Qaboos, the Arab world's longest-serving ruler, died on 10 January 2020. On 11 January 2020, Qaboos was succeeded by his first cousin Sultan Haitham bin Tariq.

Geography 

Oman lies between latitudes 16° and 28° N, and longitudes 52° and 60° E. A vast gravel desert plain covers most of central Oman, with mountain ranges along the north and southeast coast, where the country's main cities are located: the capital city Muscat, Sohar and Sur in the north, and Salalah in the south and Musandam. Oman's climate is hot and dry in the interior and humid along the coast.

The peninsula of Musandam, strategically located on the Strait of Hormuz, is an exclave separated from the rest of Oman by the United Arab Emirates. The series of small towns known collectively as Dibba are the gateway to the Musandam peninsula on land and the fishing villages of Musandam by sea.

Madha, another exclave, is an enclave within UAE territory located halfway between the Musandam Peninsula and the main body of Oman.

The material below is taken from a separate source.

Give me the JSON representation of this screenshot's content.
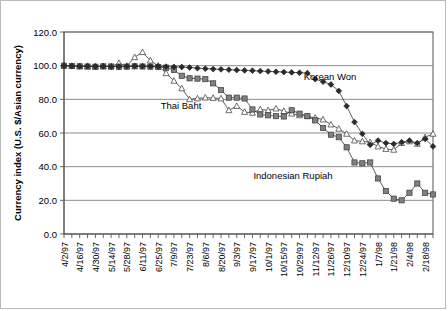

The central desert of Oman is an important source of meteorites for scientific analysis.

Climate 

Like the rest of the Persian Gulf, Oman generally has one of the hottest climates in the world—with summer temperatures in Muscat and northern Oman averaging. Oman receives little rainfall, with annual rainfall in Muscat averaging occurring mostly in January. In the south, the Dhofar Mountains area near Salalah has a tropical-like climate and receives seasonal rainfall from late June to late September as a result of monsoon winds from the Indian Ocean, leaving the summer air saturated with cool moisture and heavy fog. Summer temperatures in Salalah range from —relatively cool compared to northern Oman.

The mountain areas receive more rainfall, and annual rainfall on the higher parts of the Jabal Akhdar probably exceeds. Low temperatures in the mountainous areas leads to snow cover once every few years. Some parts of the coast, particularly near the island of Masirah, sometimes receive no rain at all within the course of a year. The climate is generally very hot, with temperatures reaching around in the hot season, from May to September. Drought and limited rainfall contribute to shortages in the nation's water supply. Maintaining an adequate supply of water for agricultural and domestic use is one of Oman's most pressing environmental problems, with limited renewable water resources.

On 26 June 2018 the city of Qurayyat set the record for highest minimum temperature in a 24-hour period, 42.6 °C.

In terms of climate action, major challenges remain to be solved, per the United Nations Sustainable Development 2019 index. The emissions from energy and emissions embodied in fossil fuel exports rates are very high, while imported emissions and people affected by climate-related disasters rates are low. and nineteen threatened plant species. Decrees have been passed to protect endangered species, including the Arabian leopard, Arabian oryx, mountain gazelle, goitered gazelle, Arabian tahr, green sea turtle, hawksbill turtle and olive ridley turtle. However, the Arabian Oryx Sanctuary is the first site ever to be deleted from UNESCO's World Heritage List, following the government's 2007 decision to reduce the site's area by 90% to clear the way for oil prospectors.